Patricia Arquette Condemns ‘Widespread’ Rape Culture Amid Nate Parker Controversy

Sexual assault “plays out all the time,” Oscar winner tells TheWrap. “How are we going to stop it?”

Patricia Arquette Nate Parker rape culture Equal Rights Amendment

As part of her ongoing campaign for gender equality, Patricia Arquette is shining a spotlight on “widespread” rape in American society that, in her opinion, exposes a broken system.

“Why are states spending money to prosecute kids spray-painting a wall or [holding] a gram of weed, over catching a rapist?” the Oscar-winning actress told TheWrap. “There’s a real deep bias and it goes on throughout our whole judicial system.”

When it comes to “The Birth of a Nation” director Nate Parker, who was acquitted of rape charges 17 years ago when he was a student at Penn State but who has fallen under a new wave of scrutiny, Arquette gave a long sigh before speaking about the case.

“It’s very hard because the film tells a very important story and it needs to be told,” she said, obviously conflicted about the controversy that has resurfaced around the actor-filmmaker, whose Sundance hit tells the true story of Nat Turner, the leader of a slave revolt in 1830s Virginia.

“It’s a very sad story and a horrible story,” she said. “I really just wish something good could come of this. How do we talk to young people going to college, how do we really deal with this in a healing way? I don’t mean the specific situation [with Parker]. This situation [of rape] plays out all the time. How are we going to stop it?”

Arquette executive produced and appears in Kamala Lopez’s women’s rights documentary “Equal Means Equal,” which screens in select cities on Friday in honor of Women’s Equality Day. A section of the film is devoted to rape culture, weak laws that inhibit prosecution of the crime, lax enforcement on sexual assault and college campus rape.

“We’re looking at a country where every single state has thousands of untested rape kits with the genetic material of the rapists,” she said. “Why is that?”

Arquette argued that an Equal Rights Amendment in the U.S. Constitution would help solve many of the issues that American women face.

“It’s not just that women have equal pay issues. There are many areas besides equal pay. If we pass the Equal Rights Amendment we can start challenging these norms, like the norm that only 3 percent of rapists ever spend a day in jail.”

“Every time we get upset about a rapist not getting jail time — that’s the norm. We have to make some very radical changes,” she pressed. “If we had constitutional equal rights ratified with the ERA, then you could take a class-action suit to the high courts and examine why women’s sexual assault and rape is so diminished in our courts across the land.”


_About this task_: Find every line of the records that has "will" and return it.

(Collected data)
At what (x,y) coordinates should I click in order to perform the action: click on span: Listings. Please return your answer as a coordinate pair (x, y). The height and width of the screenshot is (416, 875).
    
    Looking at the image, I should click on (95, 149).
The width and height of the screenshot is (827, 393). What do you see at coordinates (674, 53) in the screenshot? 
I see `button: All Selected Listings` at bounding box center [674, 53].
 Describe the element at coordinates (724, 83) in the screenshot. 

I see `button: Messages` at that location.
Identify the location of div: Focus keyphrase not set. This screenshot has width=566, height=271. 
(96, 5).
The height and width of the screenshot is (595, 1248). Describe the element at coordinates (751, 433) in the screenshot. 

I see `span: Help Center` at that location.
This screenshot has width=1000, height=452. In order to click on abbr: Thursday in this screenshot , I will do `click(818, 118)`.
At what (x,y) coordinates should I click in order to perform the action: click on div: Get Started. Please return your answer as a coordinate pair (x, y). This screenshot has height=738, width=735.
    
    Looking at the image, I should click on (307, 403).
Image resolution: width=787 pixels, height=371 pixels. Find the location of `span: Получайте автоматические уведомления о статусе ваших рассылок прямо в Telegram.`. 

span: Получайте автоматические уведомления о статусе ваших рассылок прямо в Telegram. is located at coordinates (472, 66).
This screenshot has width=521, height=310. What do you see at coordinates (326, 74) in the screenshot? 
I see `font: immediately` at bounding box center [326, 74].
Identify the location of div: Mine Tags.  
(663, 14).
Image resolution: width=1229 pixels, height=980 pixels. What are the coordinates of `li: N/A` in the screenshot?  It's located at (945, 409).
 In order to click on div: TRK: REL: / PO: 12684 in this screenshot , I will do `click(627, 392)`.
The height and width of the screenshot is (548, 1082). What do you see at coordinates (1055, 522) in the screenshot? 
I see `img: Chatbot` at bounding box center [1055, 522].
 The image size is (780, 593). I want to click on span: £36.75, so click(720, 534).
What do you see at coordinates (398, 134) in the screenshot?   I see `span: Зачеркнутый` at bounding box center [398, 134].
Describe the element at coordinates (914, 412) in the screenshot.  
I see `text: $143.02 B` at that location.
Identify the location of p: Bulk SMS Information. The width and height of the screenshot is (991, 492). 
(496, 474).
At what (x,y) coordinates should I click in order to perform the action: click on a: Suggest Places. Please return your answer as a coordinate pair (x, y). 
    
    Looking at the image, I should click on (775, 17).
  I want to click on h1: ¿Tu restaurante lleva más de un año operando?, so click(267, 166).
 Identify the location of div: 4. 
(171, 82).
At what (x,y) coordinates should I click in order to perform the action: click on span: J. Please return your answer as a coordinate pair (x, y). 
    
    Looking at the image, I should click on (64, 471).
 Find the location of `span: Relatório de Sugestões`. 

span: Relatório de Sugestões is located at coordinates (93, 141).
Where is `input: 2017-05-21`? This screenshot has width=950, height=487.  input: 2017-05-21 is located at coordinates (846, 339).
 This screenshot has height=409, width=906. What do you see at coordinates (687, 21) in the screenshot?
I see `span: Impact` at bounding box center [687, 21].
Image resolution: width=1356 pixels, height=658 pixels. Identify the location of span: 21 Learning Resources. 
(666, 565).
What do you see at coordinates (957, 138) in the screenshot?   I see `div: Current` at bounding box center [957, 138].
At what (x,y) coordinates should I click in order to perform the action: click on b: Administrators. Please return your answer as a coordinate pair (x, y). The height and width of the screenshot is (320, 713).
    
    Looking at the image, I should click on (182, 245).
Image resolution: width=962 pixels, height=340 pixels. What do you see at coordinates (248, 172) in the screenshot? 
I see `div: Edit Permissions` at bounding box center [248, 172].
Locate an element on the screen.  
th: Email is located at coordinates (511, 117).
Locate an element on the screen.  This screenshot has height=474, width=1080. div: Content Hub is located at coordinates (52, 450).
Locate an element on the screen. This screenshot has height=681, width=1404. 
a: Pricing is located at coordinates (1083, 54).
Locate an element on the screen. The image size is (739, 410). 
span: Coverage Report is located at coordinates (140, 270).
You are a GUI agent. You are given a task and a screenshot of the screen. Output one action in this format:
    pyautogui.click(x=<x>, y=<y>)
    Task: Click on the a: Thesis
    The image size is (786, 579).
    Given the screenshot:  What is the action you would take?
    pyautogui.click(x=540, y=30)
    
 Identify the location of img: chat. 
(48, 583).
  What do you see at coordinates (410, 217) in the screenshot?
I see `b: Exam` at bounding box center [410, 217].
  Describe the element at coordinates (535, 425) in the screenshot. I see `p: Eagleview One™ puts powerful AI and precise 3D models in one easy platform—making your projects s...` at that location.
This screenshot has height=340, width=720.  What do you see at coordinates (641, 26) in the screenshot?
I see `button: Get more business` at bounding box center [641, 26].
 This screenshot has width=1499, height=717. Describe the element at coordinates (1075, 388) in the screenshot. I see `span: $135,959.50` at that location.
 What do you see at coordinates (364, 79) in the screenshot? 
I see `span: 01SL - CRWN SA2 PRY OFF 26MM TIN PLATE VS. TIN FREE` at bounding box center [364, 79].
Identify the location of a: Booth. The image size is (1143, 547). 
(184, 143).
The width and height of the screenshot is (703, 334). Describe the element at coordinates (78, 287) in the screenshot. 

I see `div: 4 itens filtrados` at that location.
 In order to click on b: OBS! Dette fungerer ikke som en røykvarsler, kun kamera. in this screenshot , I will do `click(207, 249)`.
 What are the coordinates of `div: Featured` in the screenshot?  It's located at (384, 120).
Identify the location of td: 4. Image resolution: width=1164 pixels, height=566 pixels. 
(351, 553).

_Output for this task_:
This screenshot has width=1000, height=452. In order to click on abbr: Thursday in this screenshot , I will do `click(818, 118)`.
 In order to click on div: TRK: REL: / PO: 12684 in this screenshot , I will do `click(627, 392)`.
 In order to click on b: OBS! Dette fungerer ikke som en røykvarsler, kun kamera. in this screenshot , I will do `click(207, 249)`.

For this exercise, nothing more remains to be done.